Published: Fri May 01 18:33:56 UTC 2015
Updated: Sun Sep 01 16:47:32 UTC 2019
By Stephan Sürken
In 2015 .
The Debian jessie release implicitly inflicts some mandatary
(new apt keys!) as well as some recommended (jessie! stretch!
backports-sloppy!) housekeeping on an existing mini-buildd installation.
So this is what I would recommend you to do:
Given how the configuration currently works (i.e., affecting
dependencies when you change things), you might want
to stop the daemon before starting your housekeeping
and try to get all your changes done in one flow (to minimize the costly "PCA action" on repos and chroots later...)

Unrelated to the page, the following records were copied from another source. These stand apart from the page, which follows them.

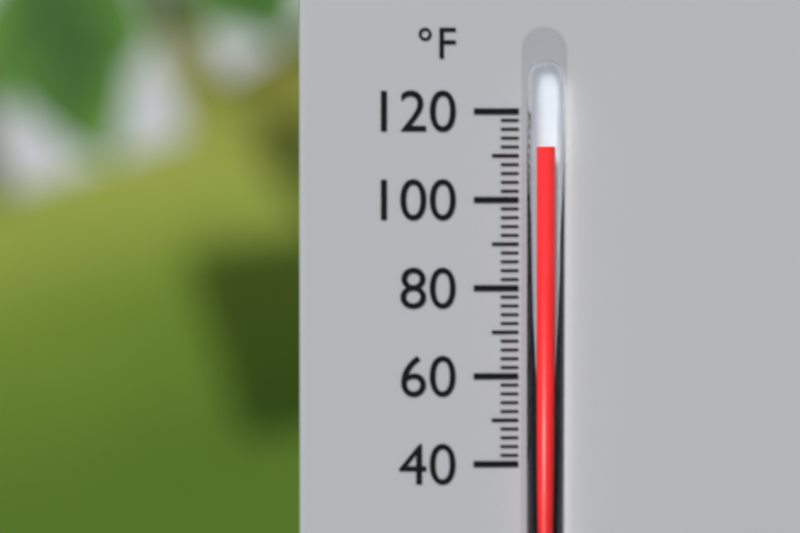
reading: 112 °F
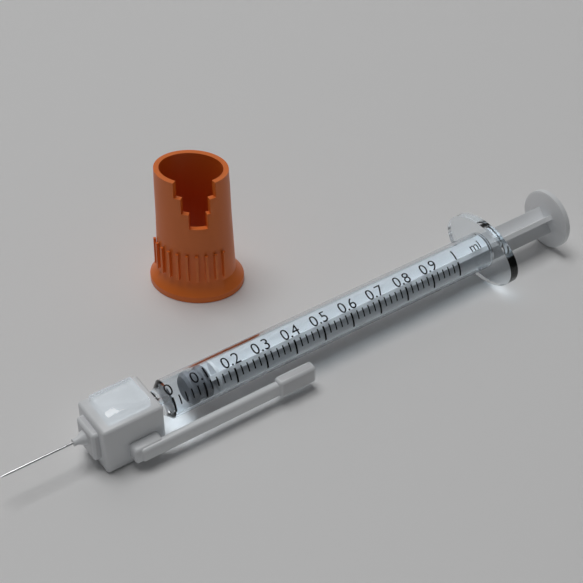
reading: 0.06 ml
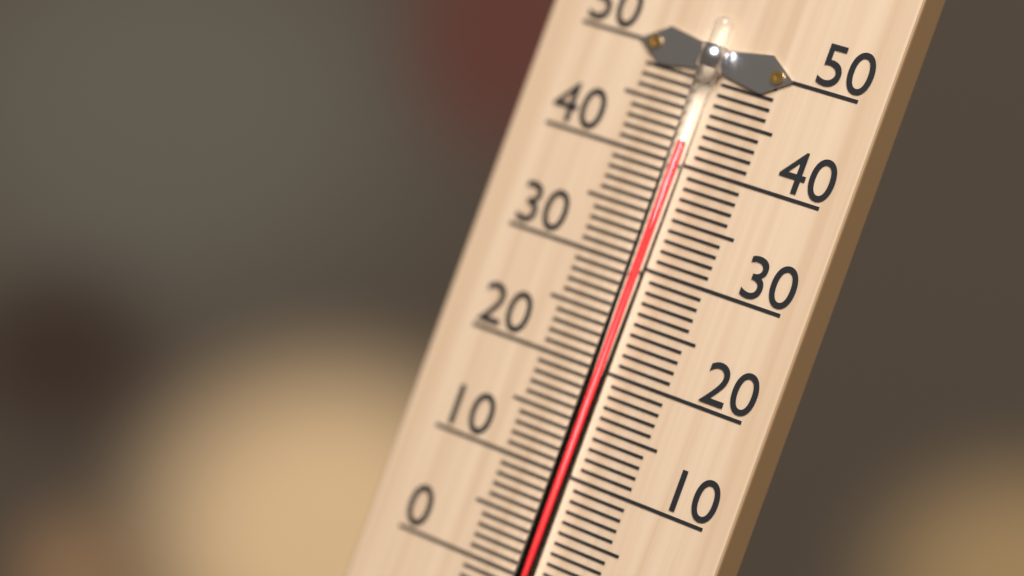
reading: 42 °C
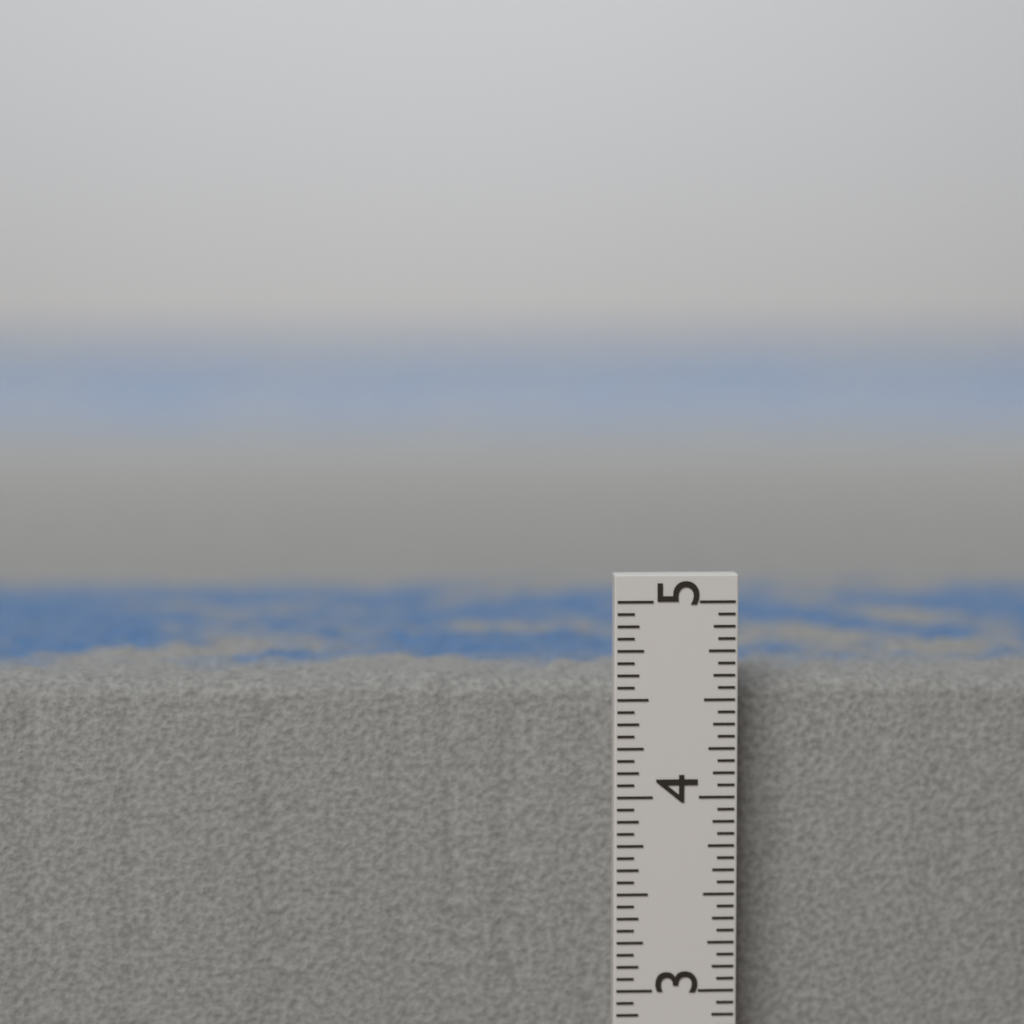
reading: 4.6250 in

1.0.6 adds wizard-support for new sources now available (like
stretch, jessie-backports, wheezy-backports-sloppy, and also the
new Ubuntu release). Obviously not mandatory, but it will really
help you housekeeping.
Note that for both wheezy and jessie , you will find packages
in the Hellfield Archive in the resp. stable suite
immediately . "Official" Debian backports will follow after
it hits testing (i.e., via jessie-backports and
wheezy-backports-sloppy ).
There are two new keys that you need now:
- 7638D0442B90D010 New Jessie Archive Key
- CBF8D6FD518E17E1 New Jessie Stable Key
Add these keys to the AptKeys instances if they are not already there, verify and make them shiny green.
See: https://ftp-master.debian.org/keys.html , debian-archive-keyring package, apt-key.
Now, go to the Sources instances, and update these exiting sources:
jessie: Add 7638D0442B90D010 and CBF8D6FD518E17E1
wheezy: Add 7638D0442B90D010
sid: Add 7638D0442B90D010
wheezy-backports: Add 7638D0442B90D010
Afaik, these are all old sources which "broke" (i.e., the
check on the sources fails now, and will inactivate the source
eventually) with the new keys introduced on repos with the
jessie release.
Jessie's release version (as configured in the jessie Source )
should currently be "JESSIE" or "~JESSIE". Now with jessie
released, this must be replaced by the actual release version.
FWIW: This default scheme will put you in the position to
distinguish between packages build while jessie was rolling, and
after jessie was released, just via the package version --
hinting you on what packages you might want/need to rebuild on
the actual finsihed stable release.
Do do this, just go the the jessie Source instance, reveal the "Extra" section, and either
Recommended : Override with "80" or remove the override string (this let's mbd guess on check , which will lead to "80" for 1.0.x).
Override with "8" (this is the new scheme also adapted by Debian backports now).
Note that using "8" may lead to dist-upgrade issues for
packages from, for example, a wheezy distribution using "70" --
for packages with otherwise the very same versioning. So only
use that if you (understand this and) are up to instruct your
repo users on remedies.
This is default when jessie is created now by the wizards, so this is recommended.
mini-buildd always keeps the base chroots up to date, so this is
actually not really necessary (what's more, if you followed this
guide, you should have been forced to re-build them anyway,
having changed the jessie source).
However ;) , as a safeguard against any evilry while jessie was
rolling that might have influenced yor current base chroot, you
might consider to rebuild them once now.